The Tennessee teenagers in The Features drew national interest with a 1997 debut EP that riffed on new wave five years before it became fashionable again. The band essentially broke up and re-formed as an Elephant 6-style collective at the start of the new millennium, self-releasing the EP The Beginning, a sweet song-cycle about the newborn twin sons of bandleader Matt Pelham. Last year, the EP and a couple of new singles were picked up by the U.K.'s Fierce Panda label and became a sensation overseas, prompting Universal to sign The Features and release its debut album, Exhibit A, nearly eight years after the group formed.
Over that time, The Features' members have evolved again, this time into rowdy, art-damaged hard rockers. Pelham shrieks and trills like a marginally cleaned-up version of Arthur Brown or Captain Beefheart, while the rest of the band lays down muscular, hooky backup on "Blow It Out" (aided by circus organ, thick power chords, and a cooing bridge), the upwardly marching "Leave It All Behind" (with its snaky keyboard-guitar backdrop), and the sweetly ferocious "Someway, Somehow" (which could almost be a power ballad if it didn't barrel away at 100 miles per hour).
On paper, The Features seems like another riff-happy buzz band, in line with Jet or Phantom Planet. But Exhibit A has a rougher edge: It's louder and less controlled than it has to be. The group's frenzy is typified by "The Way It's Meant To Be," which starts off with a burst of feedback and a dirty, handclap-punctuated groove, sounding like Led Zeppelin covering Tommy James & The Shondells. Then a squiggly organ kicks in and Pelham's obsessed lyrics begin to edge the song deep into disquiet. By the time the first chorus finishes, the band's performance has collapsed into exultant, pulse-pounding noise. When "The Way It's Meant To Be" ends after two riotous minutes, its title lingers as an affirmation.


» EXERCISE PROMPT
Using the listing below, please print exactly the lines from the one with "Localize all elements." through the one with "Detect and localize". Leave out every picture.

» EXTRACTED INFORMATION
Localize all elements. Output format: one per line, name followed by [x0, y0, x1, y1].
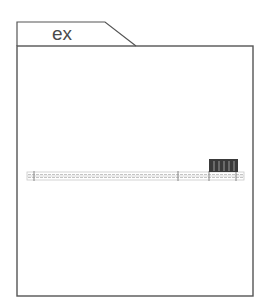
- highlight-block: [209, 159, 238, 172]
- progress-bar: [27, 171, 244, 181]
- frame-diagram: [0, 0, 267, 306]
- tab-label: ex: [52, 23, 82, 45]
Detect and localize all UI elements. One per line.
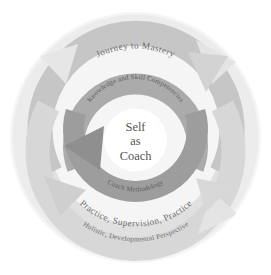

==

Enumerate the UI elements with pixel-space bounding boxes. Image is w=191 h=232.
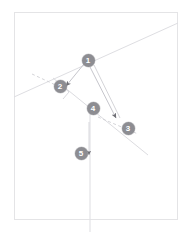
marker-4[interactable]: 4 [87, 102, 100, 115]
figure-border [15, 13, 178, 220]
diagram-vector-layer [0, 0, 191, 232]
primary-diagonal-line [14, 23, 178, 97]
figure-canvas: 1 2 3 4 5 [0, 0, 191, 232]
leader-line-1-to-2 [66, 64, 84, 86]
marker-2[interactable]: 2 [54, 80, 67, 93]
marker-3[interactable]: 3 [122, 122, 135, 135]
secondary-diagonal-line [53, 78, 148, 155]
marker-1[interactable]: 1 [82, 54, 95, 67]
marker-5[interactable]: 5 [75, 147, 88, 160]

» ANSWER FOR THIS EXERCISE
Localize all elements. Output format: one per line, name followed by [x0, y0, x1, y1].
- highlight-block: [209, 159, 238, 172]
- progress-bar: [27, 171, 244, 181]
- frame-diagram: [0, 0, 267, 306]
- tab-label: ex: [52, 23, 82, 45]
Detect and localize all UI elements. One per line.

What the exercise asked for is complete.